Business continuity and disaster recovery (BCDR) solutions should be table stakes for every organization, but some are still reluctant to invest in these services. The promise of cloud computing has also clouded their understanding of how their data is being backed up and how fast and easy it is to restore it after an event.

Cloud-based SaaS apps that businesses rely on–including G Suite, Salesforce.com and Microsoft Office 365–are fabulous for empowering a remote workforce to be productive, but it also puts essential data in the hands of third parties. Employing solutions such as disaster recovery as a service (DRaaS) provides a path back to productivity in the event of a major disruption.

With increasing numbers of employees working remotely, a comprehensive remote management and monitoring (RMM) solution is a must. All those distributed systems need security patches and upgrades more than ever, not to mention carefully restricted access to sensitive systems and data.

IT must be able to keep track of who’s got what and when they’re accessing the network. While remote work is a huge asset to the workforce, it does increase opportunities for bad actors to compromise corporate security. Other defensive measures, including single sign-on and two-factor security, are more important than ever when physical restrictions are no longer applicable.

Temporary Crisis, Long-Term Solutions

Although many MSPs and their customers had to jump into the deep end thanks to COVID-19, this is more than simply a sink-or-swim moment. The protocols, procedures and tools put into place now will enable ongoing workforce flexibility far beyond the immediate disruption.

Distributed workforces were a trend before this all started, and there’s likely no putting the genie back in the bottle for many organizations. Initiating and executing a comprehensive BCP should pay dividends long after our masks are collecting dust and we’re back to singing along at concerts and cheering on the home team at stadiums.

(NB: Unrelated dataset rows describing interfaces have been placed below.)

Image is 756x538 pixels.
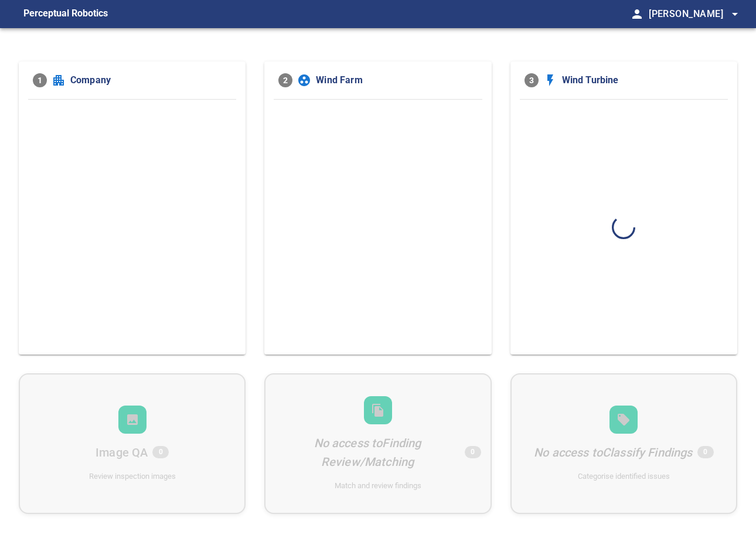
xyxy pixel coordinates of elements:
[649,6,742,22] span: [PERSON_NAME]
[728,7,742,21] span: arrow_drop_down
[524,73,539,87] span: 3
[644,2,742,26] button: [PERSON_NAME]
[316,73,477,87] span: Wind Farm
[630,7,644,21] span: person
[33,73,47,87] span: 1
[23,5,108,23] figcaption: Perceptual Robotics
[70,73,232,87] span: Company
[278,73,292,87] span: 2
[562,73,723,87] span: Wind Turbine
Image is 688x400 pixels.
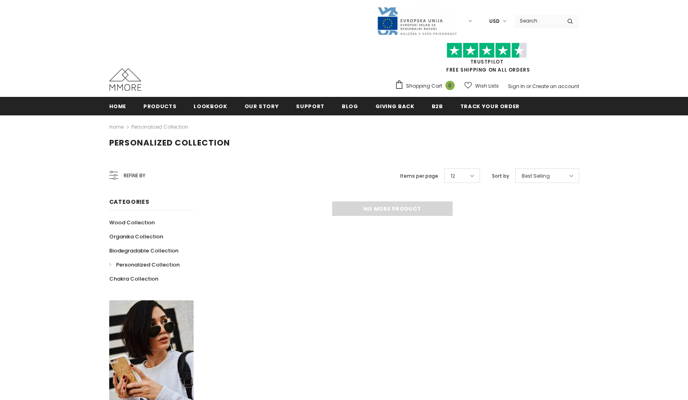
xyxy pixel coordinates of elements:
[194,102,227,110] span: Lookbook
[109,229,163,243] a: Organika Collection
[508,83,525,90] a: Sign In
[109,215,155,229] a: Wood Collection
[406,82,442,90] span: Shopping Cart
[194,97,227,115] a: Lookbook
[464,79,499,93] a: Wish Lists
[109,122,124,132] a: Home
[400,172,438,180] label: Items per page
[143,97,176,115] a: Products
[492,172,509,180] label: Sort by
[445,81,455,90] span: 0
[109,68,141,91] img: MMORE Cases
[451,172,455,180] span: 12
[109,272,158,286] a: Chakra Collection
[109,97,127,115] a: Home
[109,233,163,240] span: Organika Collection
[109,257,180,272] a: Personalized Collection
[131,123,188,130] a: Personalized Collection
[475,82,499,90] span: Wish Lists
[109,219,155,226] span: Wood Collection
[143,102,176,110] span: Products
[432,97,443,115] a: B2B
[532,83,579,90] a: Create an account
[245,102,279,110] span: Our Story
[109,198,149,206] span: Categories
[296,97,325,115] a: support
[376,102,415,110] span: Giving back
[109,275,158,282] span: Chakra Collection
[109,137,230,148] span: Personalized Collection
[342,102,358,110] span: Blog
[489,17,500,25] span: USD
[522,172,550,180] span: Best Selling
[376,97,415,115] a: Giving back
[342,97,358,115] a: Blog
[515,15,561,27] input: Search Site
[109,102,127,110] span: Home
[377,17,457,24] a: Javni Razpis
[296,102,325,110] span: support
[109,243,178,257] a: Biodegradable Collection
[395,80,459,92] a: Shopping Cart 0
[377,6,457,36] img: Javni Razpis
[109,247,178,254] span: Biodegradable Collection
[526,83,531,90] span: or
[432,102,443,110] span: B2B
[395,46,579,73] span: FREE SHIPPING ON ALL ORDERS
[245,97,279,115] a: Our Story
[124,171,145,180] span: Refine by
[470,58,504,65] a: Trustpilot
[116,261,180,268] span: Personalized Collection
[460,97,520,115] a: Track your order
[460,102,520,110] span: Track your order
[447,43,527,58] img: Trust Pilot Stars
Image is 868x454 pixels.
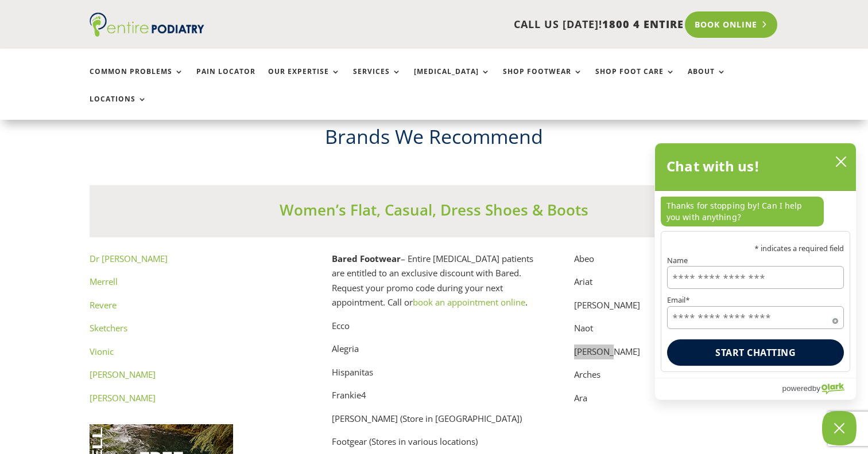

Working with vendors offering a wide array of solutions to facilitate a secure, recoverable and distributed IT infrastructure can simplify things for MSPs and their staff. It can also reduce MSP costs and increase the profitability of these expanded service offerings.

Don’t let this crisis go to waste! Engage your customers today to identify current gaps and build out a business continuity strategy everyone will feel good about today and tomorrow. Learn more about leveraging business continuity planning to combat a crisis.

Jim Lippie is GM & SVP, Partner Development.

 This guest blog is part of a Channel Futures sponsorship.